IN THIS EPISODE

paula’s story

Sleep training, potty training, just the word training, never really sat right with me. In my opinion, you train a dog, not an infant. Maya, my first, “slept” in her bassinet for about six weeks, and I lightly use the word sleep. She wanted to be on me most of the time. Sleeping became more of a family affair until she was six months old because she slept in our bed, and I would switch her from side to side at the all-you-can-drink Paula Milk Buffet. At this point, we had introduced solid foods, and I was told that she no longer needed to be fed at night for nutrition purposes and that if sleep training were something we were considering, now would be the time to do it. Of course, the first thing I did was consult my friends who had done it before me. Most of them swore by it and told me that it’s almost a necessary chapter in the story of motherhood. However, there was one, and there always is one, that never did it and had her reasons, which she explained and made total sense to me. Of course, being human, the person who didn’t think it was a good idea was the one that stuck with me. She had told me that it was selfish, more for the parents than for the child, and that letting your child cry when they need their parents at such a young age was inhumane. I felt torn and conflicted; obviously, I didn’t want to scar my infant for the rest of her life by letting her cry until she fell asleep! It turns out I REALLY knew nothing about it all.

We finally decided that we were going to “sleep train” Maya, and although I know many mothers who have courageously taken it upon themselves, I reached out for support. I didn’t want to do all the reading and research, not because I wasn’t interested in learning about it but because I didn’t have the patience. Or maybe it was because I didn’t trust myself in doing this as a first-time mother with the information I had gathered from the internet. I knew some specialists do this as a profession, and if I was going to put Maya through that, it was better to do it the right way with a guarantee that she would indeed sleep independently. That was my thought process. My husband Matt spoke to some of his colleagues who had older children who were successfully “sleep trained,” so we were referred to specialists with whom we continue to have a very close relationship.

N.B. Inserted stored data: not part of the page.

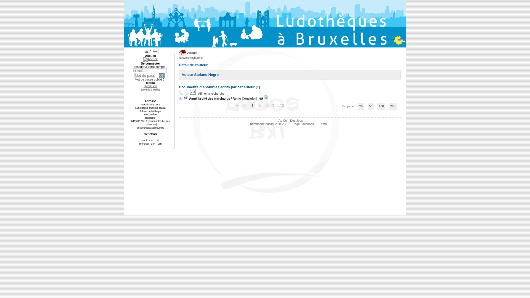  What do you see at coordinates (361, 106) in the screenshot?
I see `25` at bounding box center [361, 106].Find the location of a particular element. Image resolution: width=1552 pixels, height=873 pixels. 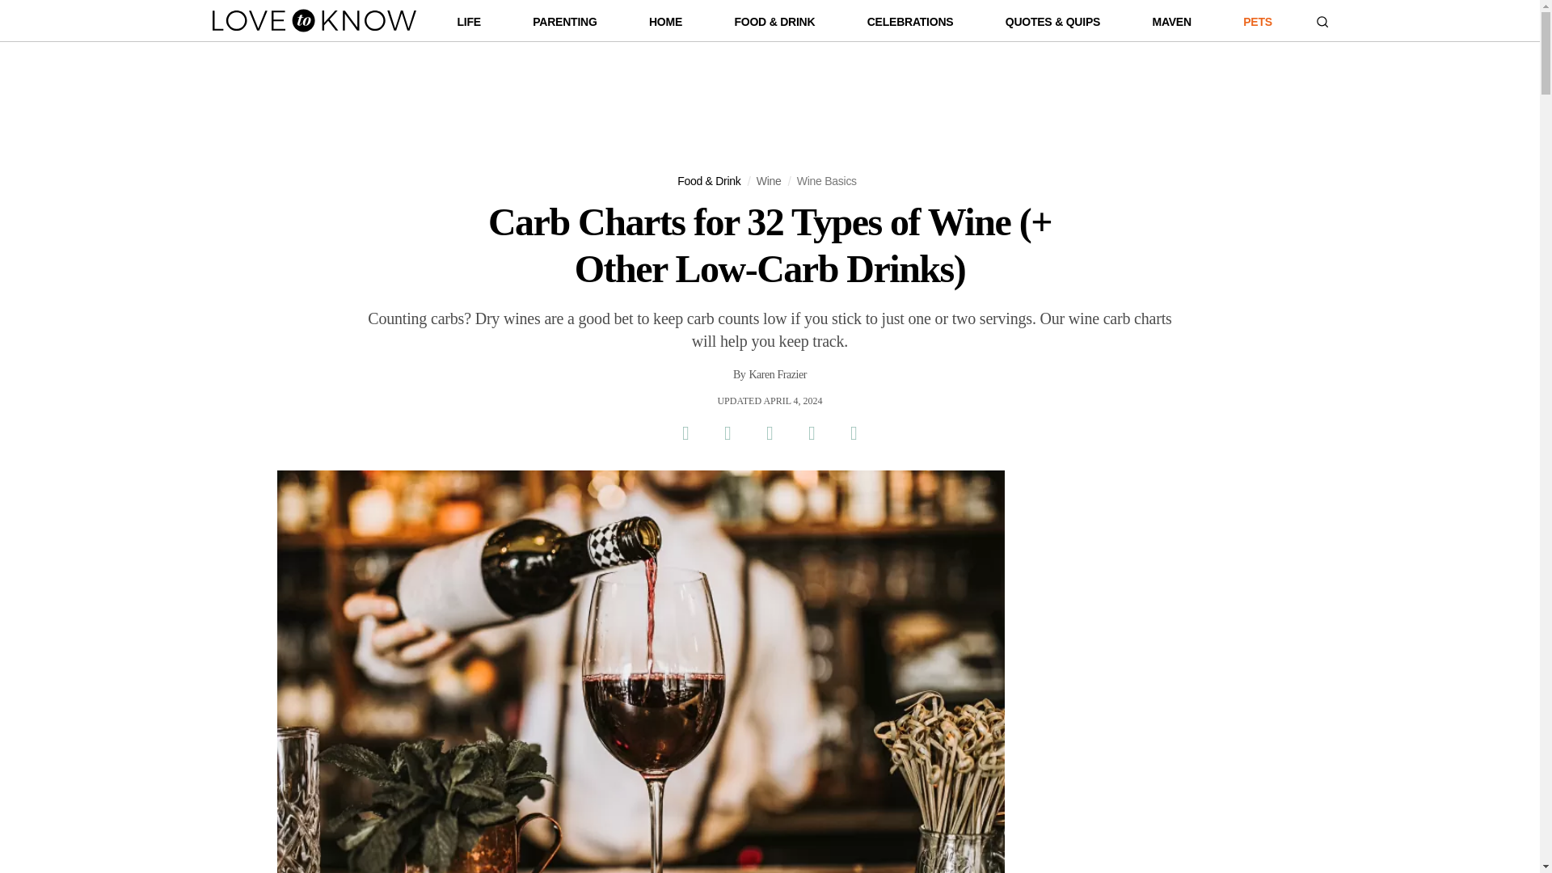

Share on Pinterest is located at coordinates (769, 432).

What did I learn? That “sleep training” isn’t training at all. It’s teaching my girls the skill to sleep independently, like a muscle that must be developed to work efficiently when sleep cycles terminate. Something we all do on a nightly basis.

Katherine’s story

I had asked Katherine if the notion of sleep training was something that she knew before having children, and she hadn’t. It’s one of those things you discover when it’s “time” and get out of the “newborn stage.” She explains that once that time came, she felt she needed to teach her baby to sleep independently from her. It’s not something she had planned beforehand, but given her situation, she felt like it was a no-brainer. As Katherine tells us, the newborn days, for her, were a mixture of troubleshooting and crisis management. Between nursing and sleeping, she experienced challenges on both fronts and needed to smoothen the cycle to get some much-needed sleep. Katherine goes into more depth on when she began to “sleep train” her girls and explains that her second needed to be taught as early as four months as it was an emergency for her mental health and also the well-being of the household.

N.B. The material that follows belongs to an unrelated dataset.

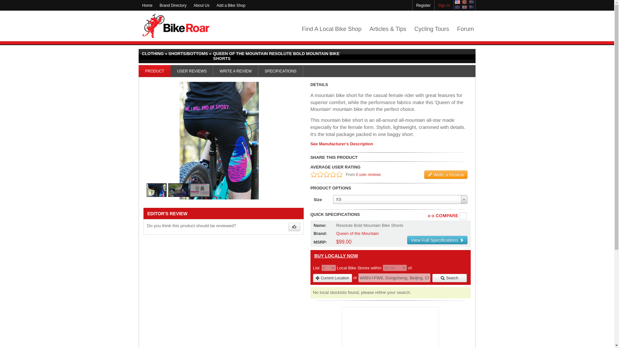  Describe the element at coordinates (449, 278) in the screenshot. I see `Search` at that location.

Interestingly, Katherine believes that teaching independent sleep is an investment. It is a tool that we give our kids when they are around six months old to prepare them for the future and help them transition from basinet to crib or from our room to their room.

“once they are sleeping their nights, you get your life back…”

Teaching sleep, Katherine mentions, is a constant transition, a constant evolution as our kids grow. By no means is it a one-time thing you do when they are six months old, and you’re done for life. However, since she started, she has felt more confident about the future by building this foundation for her kids and also for herself. Nevertheless, it was not a walk in the park, especially for her second at only four months, as Katherine felt she was still so young and the guilt of needing to “sleep train” her was still very much present.

“How am i doing this to her?…”

After consulting her pediatrician, Katherine got peace of mind and the go-ahead to start “sleep training” from a medical standpoint. Her baby, waking up every forty-five minutes to one hour, needed to be taught to connect her sleep cycles because waking up that often was no longer sustainable. Of course, they would not make her do a marathon, as she describes it, and put her to sleep and expect twelve-hour nights, but connecting four to five hours at her age seemed acceptable.

Throughout our conversation, Katherine repeated something that I myself repeated to myself many times: teaching sleep is not something we are doing to our children but skills we are teaching for our children. Had I known this when I had Maya, I would have spared myself a lot of that guilt I felt in the process.

moral of the story: the gift of sleep looks different in every home.